Used this recently during the PB Hackathon. It worked pretty well. Decomposing the pipeline into dedicated actors allowed for incremental implementation during the time crunch (24 hr hackathon, but we made our solution in ~6 of actual coding). Only one instance of each actor was present in the final solution, but we could easily scale out the any of them (in particular the ChatActor and OptimizerActor) to increase parallelism. If we were to modify the FuzzExecutorActor to run instead using something like managed docker containers, the end messages say the same so no updates are needed elsewhere.

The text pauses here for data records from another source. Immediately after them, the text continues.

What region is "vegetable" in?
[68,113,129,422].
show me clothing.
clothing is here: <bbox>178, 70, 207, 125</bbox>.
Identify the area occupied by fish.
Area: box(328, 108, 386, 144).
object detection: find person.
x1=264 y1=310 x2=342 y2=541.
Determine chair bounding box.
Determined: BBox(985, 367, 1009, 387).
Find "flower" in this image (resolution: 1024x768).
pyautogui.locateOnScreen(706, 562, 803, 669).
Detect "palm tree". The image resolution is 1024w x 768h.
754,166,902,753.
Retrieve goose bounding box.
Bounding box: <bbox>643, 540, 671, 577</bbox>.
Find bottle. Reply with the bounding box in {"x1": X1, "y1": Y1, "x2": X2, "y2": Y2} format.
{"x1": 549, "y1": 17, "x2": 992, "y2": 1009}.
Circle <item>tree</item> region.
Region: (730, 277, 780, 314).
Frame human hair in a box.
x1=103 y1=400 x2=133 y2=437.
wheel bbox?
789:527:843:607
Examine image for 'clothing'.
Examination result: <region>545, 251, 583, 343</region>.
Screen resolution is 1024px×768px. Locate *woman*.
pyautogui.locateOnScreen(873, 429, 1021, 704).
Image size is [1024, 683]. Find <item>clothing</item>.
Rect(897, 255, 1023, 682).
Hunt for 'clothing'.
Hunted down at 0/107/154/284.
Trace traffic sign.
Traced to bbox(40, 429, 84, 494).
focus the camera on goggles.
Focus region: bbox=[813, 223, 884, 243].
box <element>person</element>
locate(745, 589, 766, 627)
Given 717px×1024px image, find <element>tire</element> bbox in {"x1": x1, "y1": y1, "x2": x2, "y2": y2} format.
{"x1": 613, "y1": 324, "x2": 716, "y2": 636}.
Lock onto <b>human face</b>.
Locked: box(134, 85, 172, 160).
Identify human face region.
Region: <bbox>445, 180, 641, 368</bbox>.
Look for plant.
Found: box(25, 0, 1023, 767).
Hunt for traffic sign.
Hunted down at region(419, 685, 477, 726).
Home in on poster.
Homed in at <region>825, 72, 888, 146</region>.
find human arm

Here's a diagram describing the final architecture:

flowchart LR
    CLI(User/CLI) --> Engine(FuzzEngine)
    Engine -- "1\. Starts" --> Controller(FuzzControllerActor)
    
    subgraph Phase1["Phase 1: Initial Generation"]
        Controller -- "2\. Send Program" --> Writer(FuzzWriterActor)
        Writer -- "3\. Request" --> ChatActor(ChatActor)
        ChatActor -- "4\. Generate" --> Writer
        Writer -- "5\. Provide Test" --> Controller
    end
    
    subgraph Phase2["Phase 2: Iterative Loop"]
        Controller -- "6\. Execute" --> Executor(FuzzExecutorActor)
        Executor -- "7\. Return Results" --> Controller
        Controller -- "8\. Analyze" --> Optimizer(FuzzOptimizerActor)
        Optimizer -- "9\. Request" --> ChatActor
        ChatActor -- "10\. Improve" --> Optimizer
        Optimizer -- "11\. Return" --> Controller
        Controller -- "12\. Repeat" --> Executor
    end
    
    Controller -- "13\. Finalize" --> Report(Final Report)
Loading

One thing missing (especially important for the distributed case) is any sort of active queue management. Right now we'll just block forever, or until the context gets cancelled. We could update this to drop the message down to a RetryActor that'll try to deliver the message until restart. Ofc, we can also just rely on the caller to handle that themselves.